Exercise requirements ▸ Output only the stretch of the listing that starts at the line containing "reading: 52.9 cm" and ends at the line containing "reading: 44 A", reproduced exactly with both ends.

Data excerpts ▸
□ □ □

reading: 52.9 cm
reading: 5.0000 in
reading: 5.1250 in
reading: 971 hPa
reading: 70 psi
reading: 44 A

□ □ □

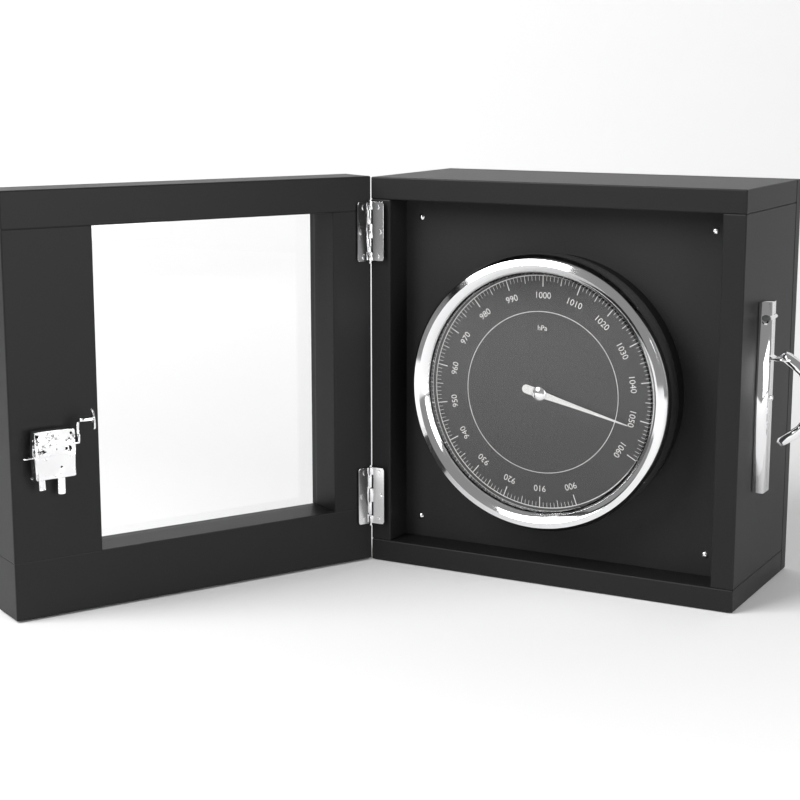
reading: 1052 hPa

□ □ □

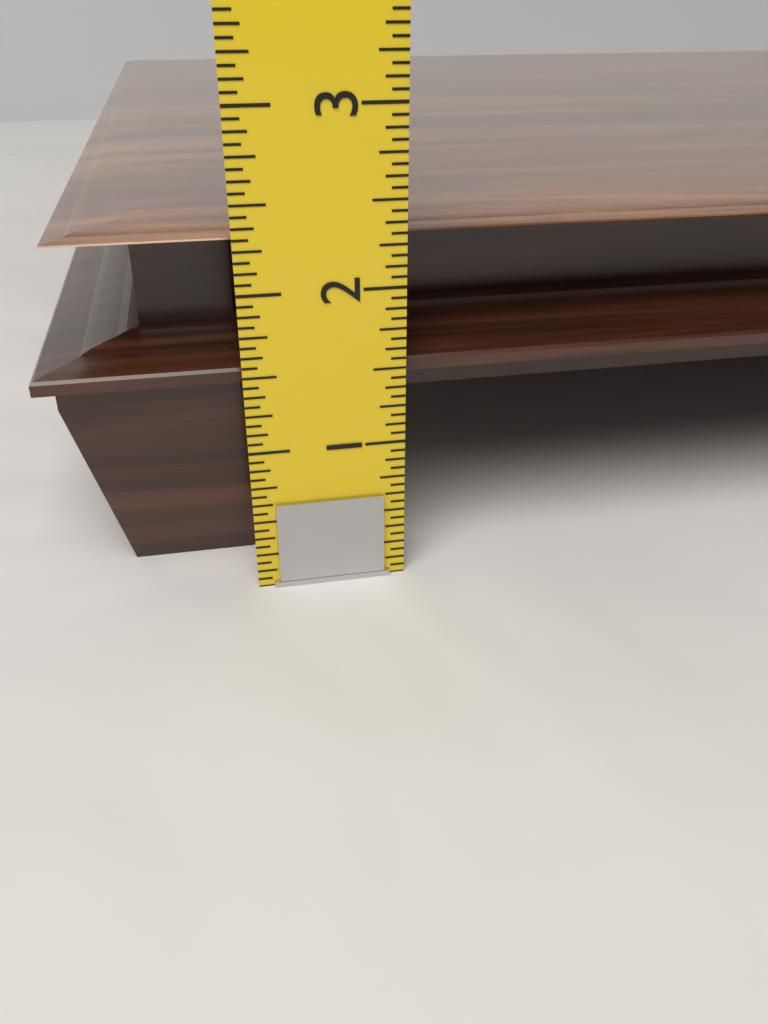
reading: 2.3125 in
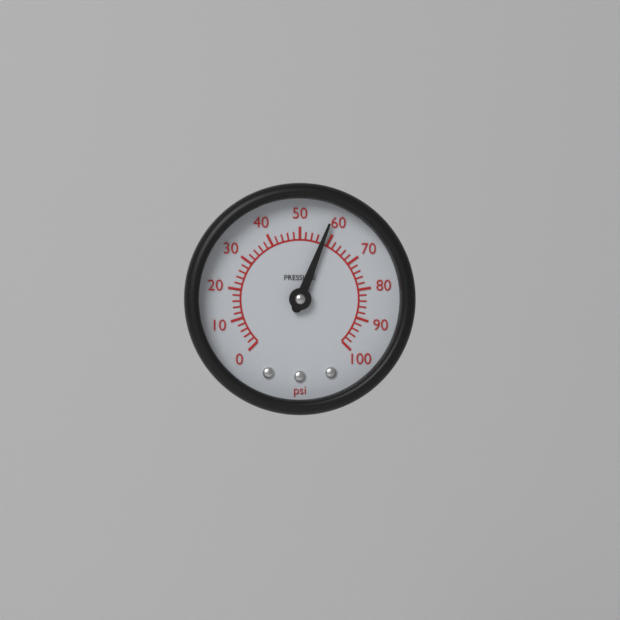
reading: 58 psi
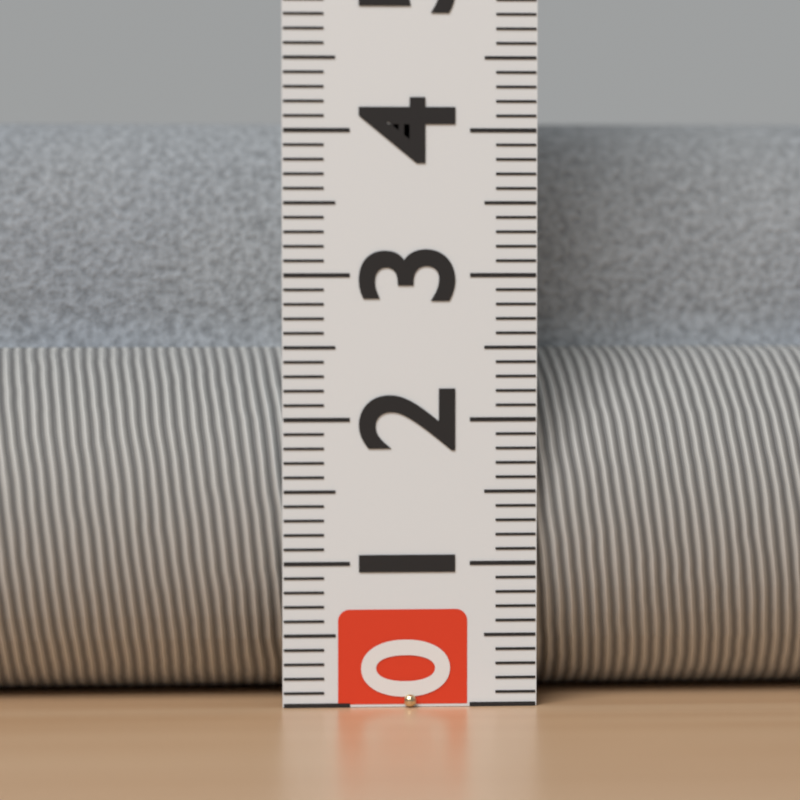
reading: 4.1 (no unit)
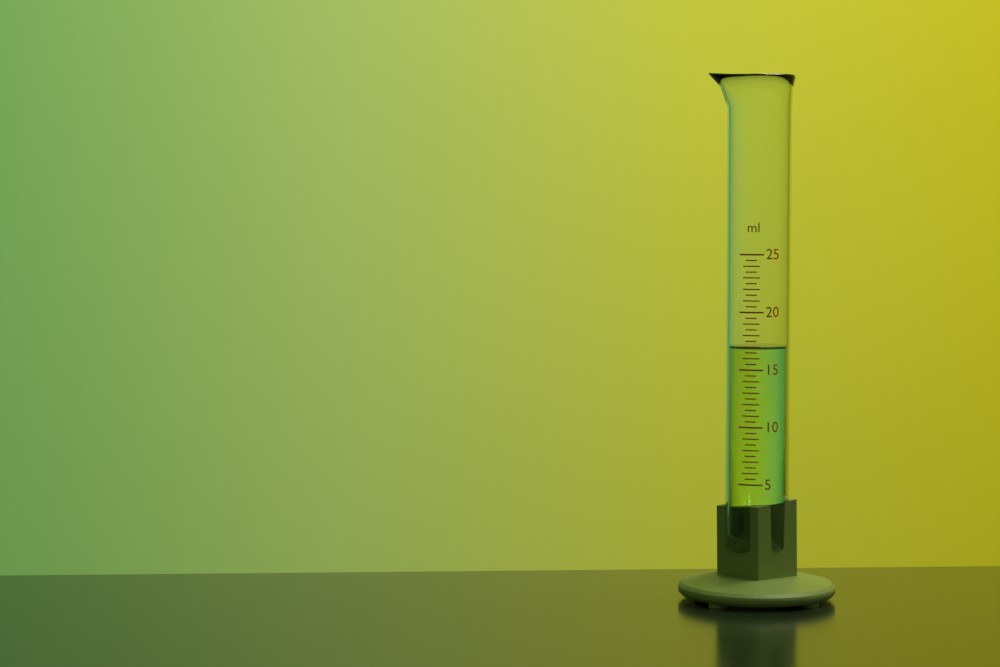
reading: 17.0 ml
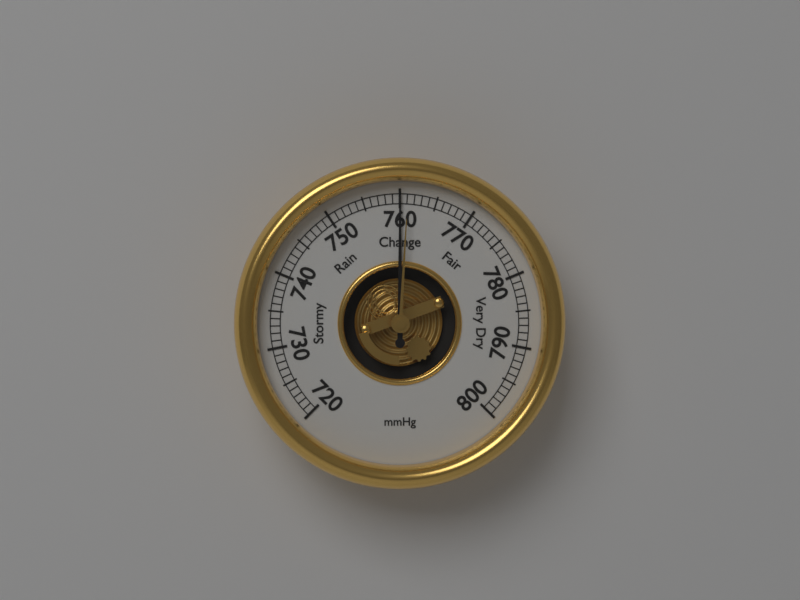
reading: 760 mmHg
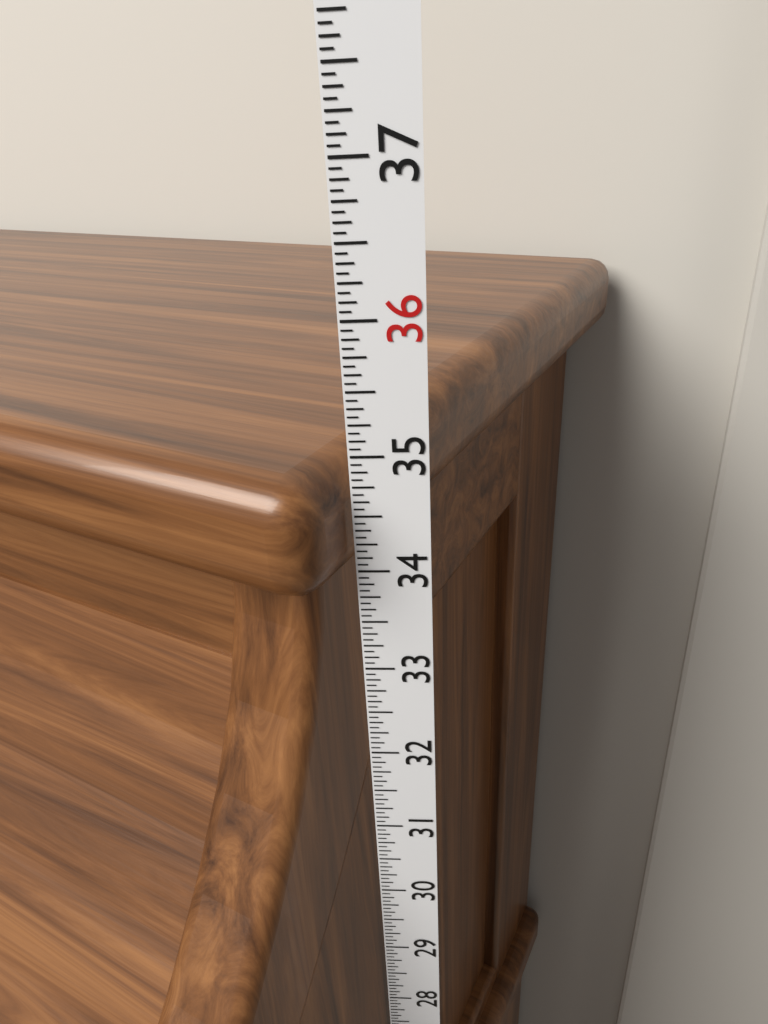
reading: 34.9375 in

□ □ □

Problem solution ▸
reading: 52.9 cm
reading: 5.0000 in
reading: 5.1250 in
reading: 971 hPa
reading: 70 psi
reading: 44 A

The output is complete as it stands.